EXERCISE DETAILS:
Every entry that follows should be reproduced exactly.

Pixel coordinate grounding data
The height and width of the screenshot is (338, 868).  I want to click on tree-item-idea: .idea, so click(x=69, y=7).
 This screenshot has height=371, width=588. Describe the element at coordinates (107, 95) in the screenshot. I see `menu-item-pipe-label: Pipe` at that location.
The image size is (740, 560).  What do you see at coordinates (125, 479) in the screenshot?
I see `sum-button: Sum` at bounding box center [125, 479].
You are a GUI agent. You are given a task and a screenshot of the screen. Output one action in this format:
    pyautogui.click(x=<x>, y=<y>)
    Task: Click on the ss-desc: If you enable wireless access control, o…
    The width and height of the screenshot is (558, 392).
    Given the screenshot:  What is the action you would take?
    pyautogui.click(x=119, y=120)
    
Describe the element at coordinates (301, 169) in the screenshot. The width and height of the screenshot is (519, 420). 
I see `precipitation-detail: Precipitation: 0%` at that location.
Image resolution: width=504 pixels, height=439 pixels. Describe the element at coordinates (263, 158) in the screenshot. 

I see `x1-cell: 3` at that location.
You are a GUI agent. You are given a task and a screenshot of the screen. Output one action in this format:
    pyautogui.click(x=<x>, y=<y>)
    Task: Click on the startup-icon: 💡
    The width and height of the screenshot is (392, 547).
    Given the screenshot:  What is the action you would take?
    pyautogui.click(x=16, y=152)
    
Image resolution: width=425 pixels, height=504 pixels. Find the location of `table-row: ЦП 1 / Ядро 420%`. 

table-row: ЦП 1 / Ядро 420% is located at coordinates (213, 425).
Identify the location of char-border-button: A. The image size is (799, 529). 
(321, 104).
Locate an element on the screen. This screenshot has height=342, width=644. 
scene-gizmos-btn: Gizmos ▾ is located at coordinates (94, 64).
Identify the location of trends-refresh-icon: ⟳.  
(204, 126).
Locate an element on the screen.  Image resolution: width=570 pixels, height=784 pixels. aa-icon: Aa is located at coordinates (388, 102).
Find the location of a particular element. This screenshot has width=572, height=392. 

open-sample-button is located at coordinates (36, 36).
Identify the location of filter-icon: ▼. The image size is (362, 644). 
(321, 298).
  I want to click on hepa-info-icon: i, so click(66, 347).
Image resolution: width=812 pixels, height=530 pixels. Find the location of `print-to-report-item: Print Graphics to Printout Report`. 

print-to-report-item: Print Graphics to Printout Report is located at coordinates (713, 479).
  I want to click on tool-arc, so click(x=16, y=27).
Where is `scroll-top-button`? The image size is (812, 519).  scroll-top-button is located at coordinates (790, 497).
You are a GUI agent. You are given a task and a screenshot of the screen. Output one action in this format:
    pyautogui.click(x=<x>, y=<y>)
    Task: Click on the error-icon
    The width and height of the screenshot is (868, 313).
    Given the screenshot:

EXERCISE ANSWER:
The height and width of the screenshot is (338, 868).  I want to click on tree-item-idea: .idea, so click(x=69, y=7).
 This screenshot has height=371, width=588. Describe the element at coordinates (107, 95) in the screenshot. I see `menu-item-pipe-label: Pipe` at that location.
The image size is (740, 560).  What do you see at coordinates (125, 479) in the screenshot?
I see `sum-button: Sum` at bounding box center [125, 479].
You are a GUI agent. You are given a task and a screenshot of the screen. Output one action in this format:
    pyautogui.click(x=<x>, y=<y>)
    Task: Click on the ss-desc: If you enable wireless access control, o…
    The width and height of the screenshot is (558, 392).
    Given the screenshot:  What is the action you would take?
    pyautogui.click(x=119, y=120)
    
Describe the element at coordinates (301, 169) in the screenshot. The width and height of the screenshot is (519, 420). 
I see `precipitation-detail: Precipitation: 0%` at that location.
Image resolution: width=504 pixels, height=439 pixels. Describe the element at coordinates (263, 158) in the screenshot. 

I see `x1-cell: 3` at that location.
You are a GUI agent. You are given a task and a screenshot of the screen. Output one action in this format:
    pyautogui.click(x=<x>, y=<y>)
    Task: Click on the startup-icon: 💡
    The width and height of the screenshot is (392, 547).
    Given the screenshot:  What is the action you would take?
    pyautogui.click(x=16, y=152)
    
Image resolution: width=425 pixels, height=504 pixels. Find the location of `table-row: ЦП 1 / Ядро 420%`. 

table-row: ЦП 1 / Ядро 420% is located at coordinates (213, 425).
Identify the location of char-border-button: A. The image size is (799, 529). 
(321, 104).
Locate an element on the screen. This screenshot has height=342, width=644. 
scene-gizmos-btn: Gizmos ▾ is located at coordinates (94, 64).
Identify the location of trends-refresh-icon: ⟳.  
(204, 126).
Locate an element on the screen.  Image resolution: width=570 pixels, height=784 pixels. aa-icon: Aa is located at coordinates (388, 102).
Find the location of a particular element. This screenshot has width=572, height=392. 

open-sample-button is located at coordinates (36, 36).
Identify the location of filter-icon: ▼. The image size is (362, 644). 
(321, 298).
  I want to click on hepa-info-icon: i, so click(66, 347).
Image resolution: width=812 pixels, height=530 pixels. Find the location of `print-to-report-item: Print Graphics to Printout Report`. 

print-to-report-item: Print Graphics to Printout Report is located at coordinates (713, 479).
  I want to click on tool-arc, so click(x=16, y=27).
Where is `scroll-top-button`? The image size is (812, 519).  scroll-top-button is located at coordinates (790, 497).
You are a GUI agent. You are given a task and a screenshot of the screen. Output one action in this format:
    pyautogui.click(x=<x>, y=<y>)
    Task: Click on the error-icon
    The width and height of the screenshot is (868, 313).
    Given the screenshot:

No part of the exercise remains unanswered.